Biotech's voice needs to get louder – and clearer - Bio.News

BIO Board Member: Biotech’s voice needs to get louder – and clearer

Misinformation. Not COVID. Not heart disease. Not cancer. Misinformation. That’s what the Commissioner of the U.S. Food and Drug Administration recently declared the leading cause of death in this country.

Dr. Robert Califf dropped that sobering bombshell during a one-on-one conversation with Biotechnology Innovation Organization (BIO) President and CEO Dr. Michelle McMurry-Heath at the BIO International Convention last month.

So, right now, internet-based and social-media-fueled myths and malarkey—or, as former Attorney General Bill Barr might call it more bluntly, “bullshit”—are killing more people in the U.S. than the usual deadly suspects.

To help combat this often-lethal lack of fact-driven information, BIO is focusing on being the voice of science and for science. That refrain is music to the ears of someone like me, a former TV journalist working with hundreds of the most influential voices in the biotech sector.

But if we are going to ultimately be all about good science, technology, ingenuity, rigor, and data, our collective voice has to get louder—and clearer.

We have myriad ways to turn up the volume: Blogs, media interviews, TikTok and YouTube videos, newspaper and online media thought pieces, open letters, print ads, commercials, tweets, LinkedIn posts, and on and on.

And while these channels can make our voices heard, our messaging isn’t breaking through the noise as much as it should. Instead, we remain stuck in a never-ending feedback loop, shouting into an echo chamber. As a result, we’re primarily reaching, and preaching to, the proverbial choir.

‘If we want people to trust what we’re saying, they have to understand what we’re saying’

I don’t claim to have the gospel on how to break through. If I did, I wouldn’t be writing this piece. However, I do know that one essential part of the solution has to be changing the way the biotech sector communicates.

We need to recognize that our words have consequences. For way too long, most companies have been choosing the wrong verbiage. And too often, we rely on jargon, abbreviations, acronyms, and six-syllable words that few people outside of the life sciences community can comprehend. And it hasn’t helped us advance one bit.

The good news is biotechnology is increasingly sophisticated, offering the hope of more and more advances in science, tech, and health.

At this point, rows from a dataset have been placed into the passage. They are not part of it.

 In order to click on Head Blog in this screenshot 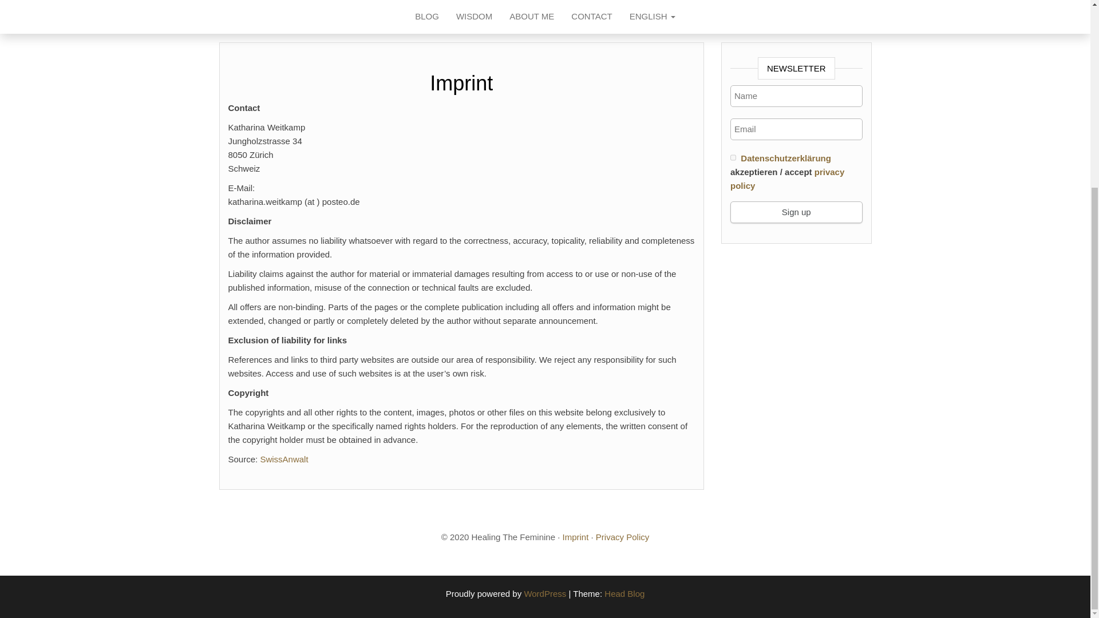, I will do `click(624, 594)`.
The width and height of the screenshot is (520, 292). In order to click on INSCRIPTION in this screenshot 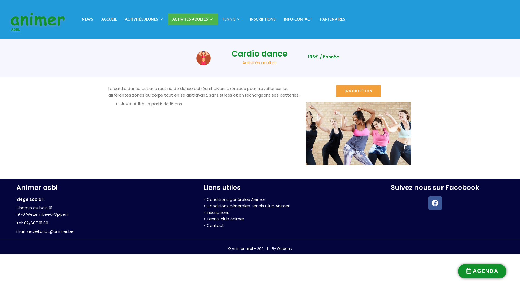, I will do `click(358, 91)`.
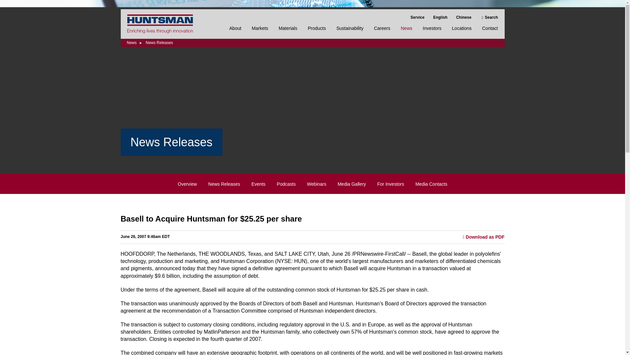  Describe the element at coordinates (464, 17) in the screenshot. I see `Chinese` at that location.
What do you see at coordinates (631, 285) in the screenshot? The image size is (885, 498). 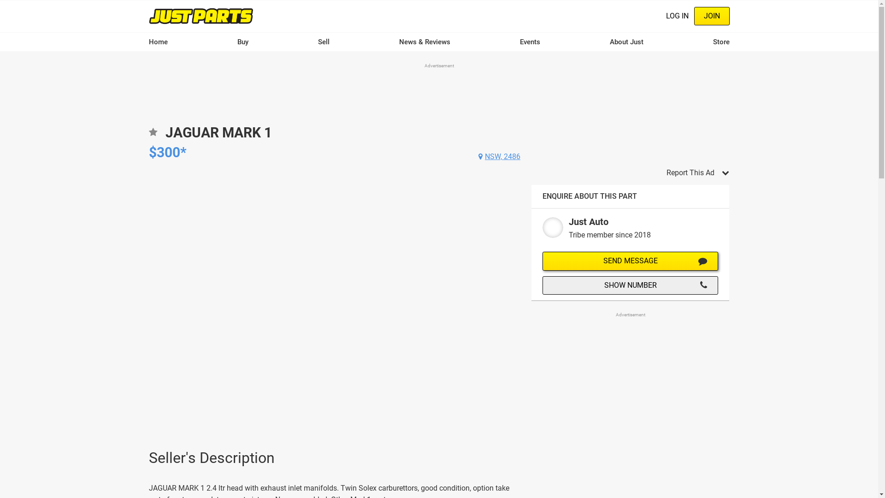 I see `SHOW NUMBER` at bounding box center [631, 285].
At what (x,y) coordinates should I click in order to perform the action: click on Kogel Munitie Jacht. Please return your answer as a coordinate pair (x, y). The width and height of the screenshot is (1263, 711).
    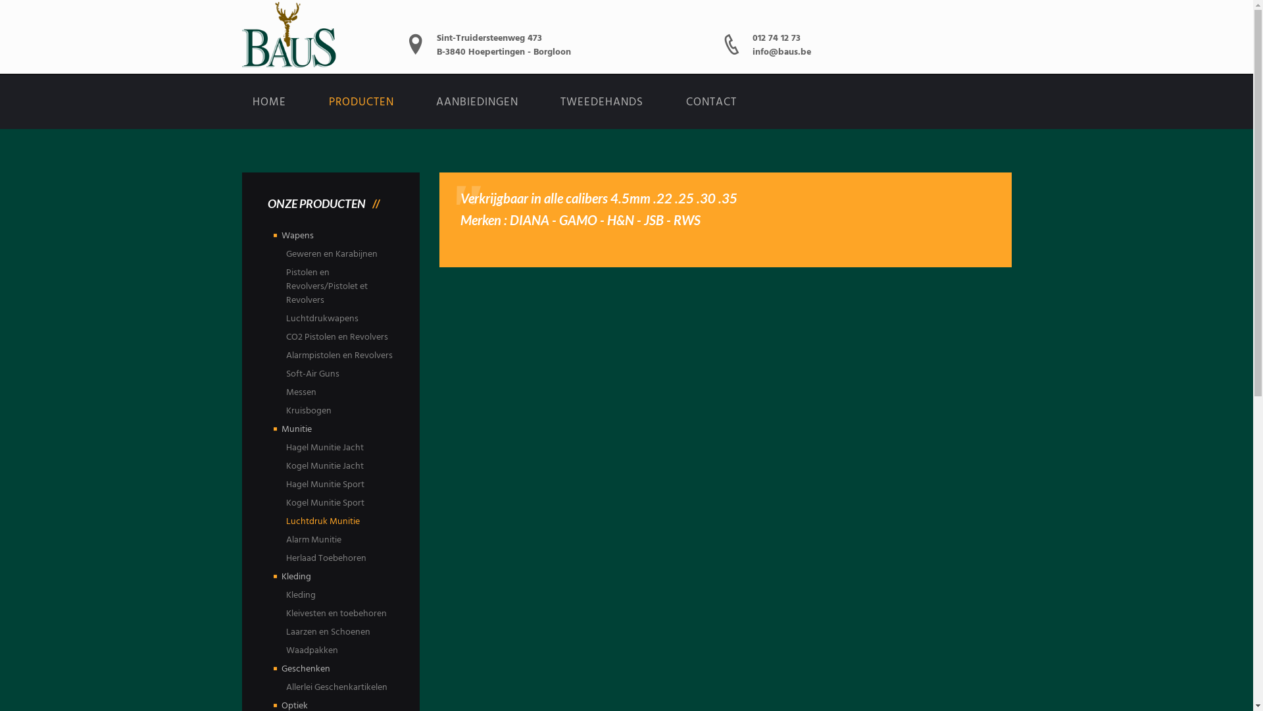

The bad news is we do a mostly terrible job of explaining those added-on complexities in ways lay people can appreciate. So, if we want to win converts, we must get better at making the science and the tech comprehensible.

In short, if we want people to trust what we’re saying, they have to be able to understand what we’re saying.

On top of all that, Wall Street lingo years ago overtook a lot of the biotech narrative. I get that investment capital is the mother’s milk of biotech. That is abundantly clear in the current environment. But corporate stories are too often told in shareholder terms. Instead, we should be telling our stories through the prism of maladies, patients, their families, loved ones, caregivers, physicians, healthcare providers, hospital systems, and government entities.

I am not so naive to believe that a marked shift in semantics is singlehandedly going to bring an end to the epidemic of nonsense. And as a newly elected member of the BIO Board of Directors, I look forward to working with fellow Board members, BIO staff, and BIO members to uncover and execute new ideas and approaches to help fix the current situation.

Unfortunately, the onslaught of misinformation is relentless—and as the FDA Commissioner said, it’s also deadly. But we can fortify our position by readying a sector-wide phalanx of plain-talking biotech communicators and champions.

Mike Huckman, a member of the BIO Board of Directors, Emerging Companies Section, is Global Practice Leader, Executive Communications, at Real Chemistry. From 2000-2010, he was the Pharmaceuticals Reporter at CNBC.